For the last seven decades, Earth has been operating in unprecedented ways, leading many researchers to argue that we have entered a new geological epoch known as the Anthropocene. “While it may not have been formally accepted onto the geological time scale, the Anthropocene is real and its effects have drastically and irrevocably changed the living conditions on our planet,” said Julia Adeney Thomas, a professor of history at the University of Notre Dame. “It should therefore be treated as a de facto new epoch of Earth’s history.”
Julia Adeney Thomas, a professor of history
Julia Adeney Thomas

For the last seven decades, Earth has been operating in unprecedented ways, leading many researchers to argue that we have entered a new geological epoch known as the Anthropocene.

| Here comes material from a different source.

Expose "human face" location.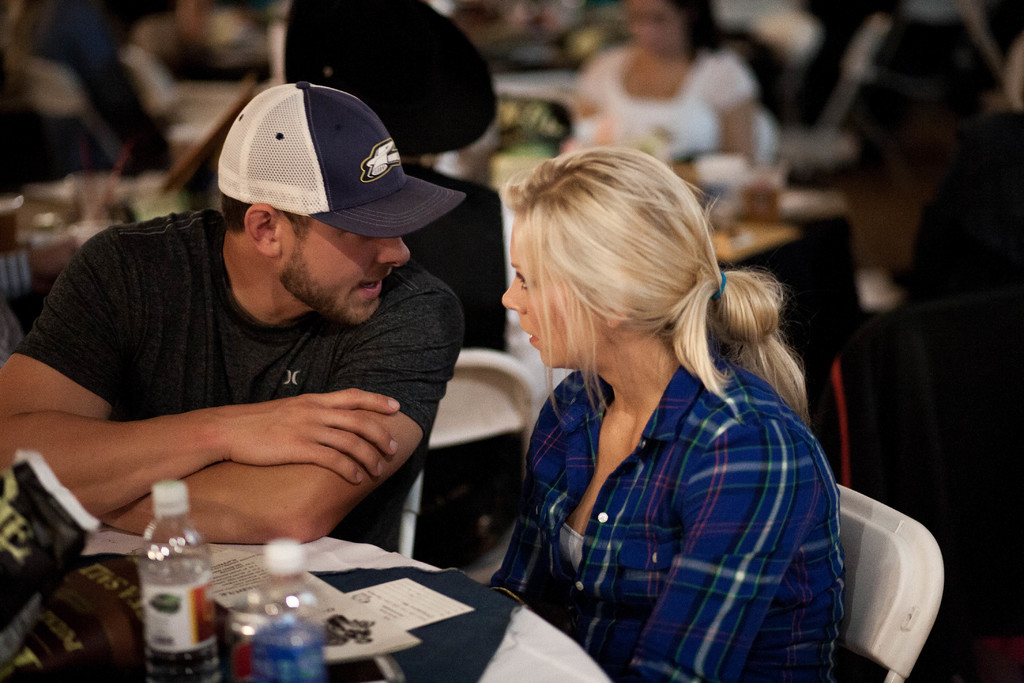
Exposed at bbox(501, 220, 607, 370).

“While it may not have been formally accepted onto the geological time scale, the Anthropocene is real and its effects have drastically and irrevocably changed the living conditions on our planet,” said Julia Adeney Thomas, a professor of history at the University of Notre Dame. “It should therefore be treated as a de facto new epoch of Earth’s history.”

That argument is at the crux of an article published today in the journal Nature and authored by Thomas, Jan Zalasiewicz and Colin Waters of Leicester University, Simon Turner of University College London and Martin Head of Brock University.

The article was also co-signed by more than 50 other researchers representing many different disciplines and institutes from around the world. It summarizes the evidence of massive physical, chemical and biological change on the planet, including the rapidly warming climate.

“For many thousands of years, large human populations coexisted with relatively stable planetary conditions and left abundant traces of their existence and their environmental impacts,” Thomas said. “But the planet is now sharply different, and the significance of these changes extends far beyond the Earth sciences to affect the social sciences, the humanities and arts — and to form a now-permanent context for the work of planners and decision-makers.”

The authors emphasize that it makes sense to precisely delimit the beginning of the Anthropocene at 1952. That year not only marks the prominent upturn of artificial radionuclide fallout around the Earth from hydrogen bomb tests, they note, but closely coincides with many other changes, such as the appearance of plastics and many other novel compounds and the rapid growth of greenhouse gases, as well as widespread social, economic and political changes as the postwar world entered a period of unprecedented growth.

“Wide acceptance of such a definition would make for more precise analysis of the many phenomena associated with the Anthropocene, and allow us to communicate clearly,” Thomas said. “The Anthropocene may have been rejected by the International Commission on Stratigraphy — for now. But it is all too alive in the real world, and we should recognize that.”